Top critical review
3.0 out of 5 starsTechnically implausible
Reviewed in Australia on 12 January 2017
The book assumes a law enforcement technical utopia:
Speak the word “bomb” over a cellular phone and a few minutes later the FBI have your details, any public or private security camera can be accessed and the images transmitted in real time to a remote site, face recognition can identify a person at just about any public place and instantly notify the FBI, a hacker can extract information from any database within an hour and cellular phones work underground, in aeroplanes and in the basements of secure buildings
Despite these implausibilities the book is a page turner with lots of action. There is a mystery about who is killing the ex-Delta force team members and why and the author skilfully strings out the resolution to keep the reader interested.
There is much inter-agency rivalry and while there is co-operation at lower levels in the upper levels there is much obfuscation. The good guys are the FBI and villains are the CIA in this rivalry.
There is no romantic action except for a muted attraction between Reznick and FBI Assistant Director Martha Meyerstein. He is a widower with a teenage daughter and she is a divorcee with two small children. After three books in the series it is about time they got together and discovered the joys of blended families, although the possibility is left open on the last page. Martha Meyerstein is an unfortunate name that brings to mind a frumpy middle aged gorgon but it turns out that she is very attractive and in her thirties. There seems to be no glass ceiling in the FBI.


--- Required work ---
The expected output is every line of the data exactly as shown, minus the images.

--- Dataset ---
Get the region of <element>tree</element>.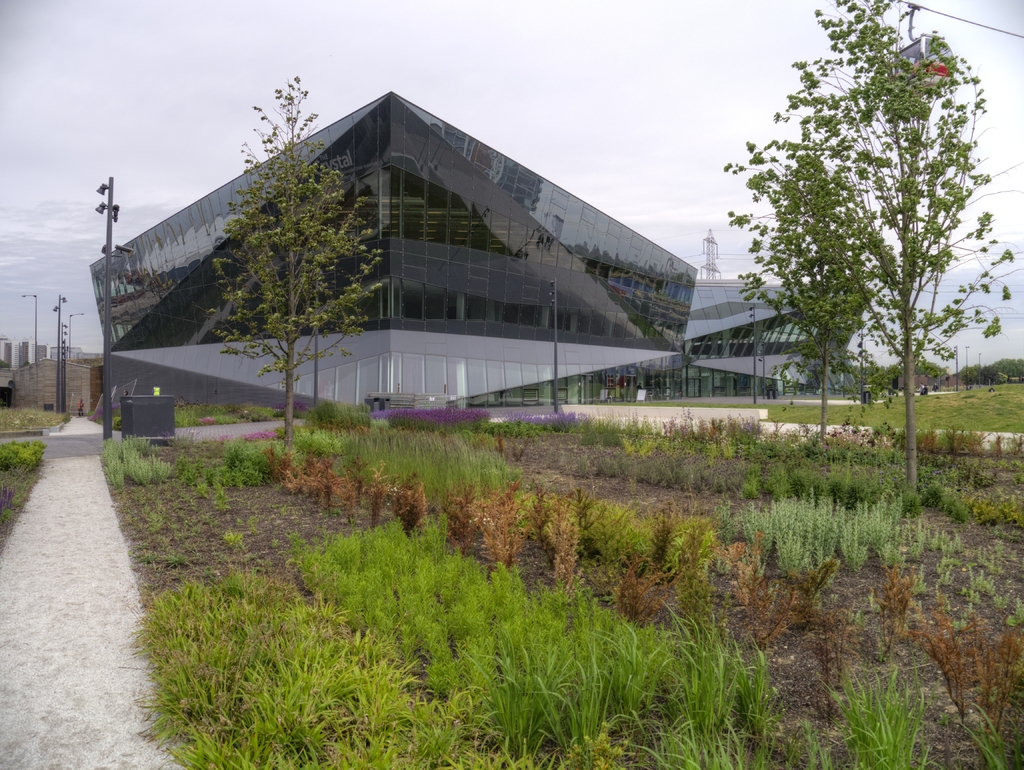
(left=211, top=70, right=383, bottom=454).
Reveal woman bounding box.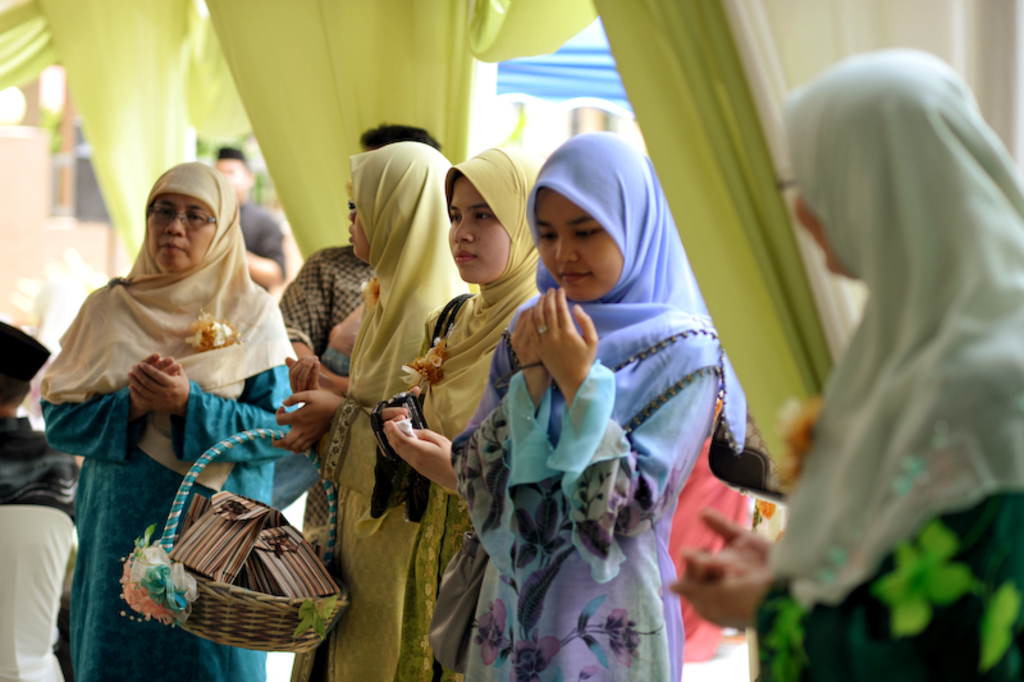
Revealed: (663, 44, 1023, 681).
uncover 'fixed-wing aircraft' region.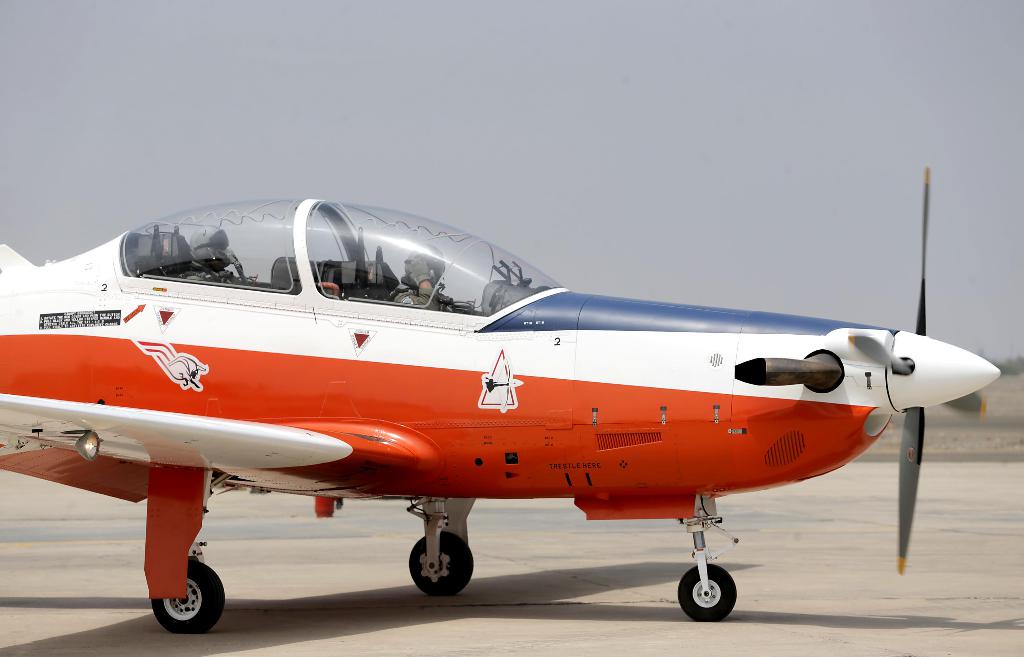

--- Task answer ---
Get the region of <element>tree</element>.
(left=211, top=70, right=383, bottom=454).
Reveal woman bounding box.
Revealed: (663, 44, 1023, 681).
uncover 'fixed-wing aircraft' region.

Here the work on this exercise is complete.